Limits of CDNs exposed

The growth of the Internet requires more than current networking approaches can support.

The Internet, and particularly its core protocol stack, TCP/IP, are reaching their limits of growth. This is evident in the increasing occurrence of “the spinning wheel of death” (buffering) and increasingly frequent global catastrophic failures of major CDN providers.

Emerging applications require even more

New applications such as industrial automation (IoT), machine vision, AR, gaming, 5G etc. have latency, caching and processing requirements that are beyond the capability of most legacy, centralised, hierarchical networks. Even if we were to try and rebuild them, the cost would be prohibitive.

Next-generation CDN solutions – now

GT Systems has been researching and solving these problems for over a decade. We work with leaders in the field at CSIRO, Protocol Labs, Bell Labs, etc. to design and build next generation content distribution network systems (ngCDN) that are hyper-scalable and interoperable. We call them Universal Content Distribution Networks (UCDN). We build our distributed, elastic, content based, autonomous and self-optimising networks alongside, and interoperable with, traditional networks. We are working with global network equipment suppliers to add our SPAN-AI protocol stacks and capabilities to their systems.

Autonomous

SPAN-AI agents are independent and self-governing. Machine Learning (AI) capability allows local optimisation of all network and operational functions. Agent swarms use algorithms inspired by nature. Agents feed capability and real time status up to the global intelligence (see below).

Network modelling

Our powerful network modelling capability helps us deliver highly optimised next-generation network designs customised to customer requirements.

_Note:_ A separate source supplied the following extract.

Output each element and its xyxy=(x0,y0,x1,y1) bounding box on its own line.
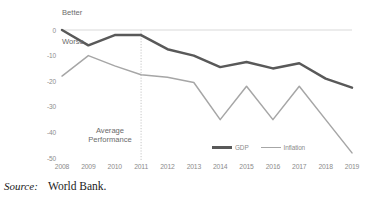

The study of networks has emerged in diverse disciplines as a means of analyzing complex relational data. In post-graduate work at the University of Maryland, our head of R&D, Jaime Llorca, invented novel physics-inspired models for the optimization and control of heterogeneous and dynamic networks. These were based on the innovative application of graph, edge-based, models to distributed virtual cloud network flows. These models formed the basis of his work at Bell Labs, where he developed the concept of a Software Defined Virtual Content Distribution Network (SDvCDN) for programmable, elastic, cloud native, CDNs. This was further refined in collaboration with GT Systems into our SPAN-AI architecture.

The algorithms and models have been refined in rigorous, scientific, peer review and research projects at Bell Labs, NYU, etc. These were in the fields of cloud/network modelling and optimization; machine learning; and data analytics; using extremely detailed, real world network data. The result is a set of models and optimisation algorithms that are robust and comprehensive. They include all aspects of networking, including power consumption, an increasingly critical metric as hyper-scale data centres (including so-called “edge” data centres) consume more and more power.

Modelling a SPAN-AI network

The first stage of any SPAN-AI network is to model your optimum base design using extremely detailed data about your network. The more granular we can get in that data, the better the result. This gives us an initial answer to the question: “Where do we optimally put our switches, processors and storage?” Because SPAN-AI is elastic (virtual), this is just the starting point. Network functions are separate from hardware and delivered optimally in real time. However, this greatly increases the complexity of the models. In some cases, the problem escalates faster than the models can converge to a solution. This is called non-deterministic polynomial-time hardness or NP-hard. Fortunately, Jaime has developed approximations that resolve these problems within an acceptable degree of accuracy.

Implementing the network

Once we have your base design and optimisation algorithms, we can then implement an intelligent SPAN-AI network. SPAN-AI agents use Machine Learning to locally optimise network content placement and processing decisions, based on local network conditions, in real time. Global training and optimisation pipelines optimise agent and global performance. Optimum configuration will vary from network to network and according to real time traffic and performance.

The art and skill are knowing where this is at any given moment and optimising the network in real time to adapt to it. That is what we do.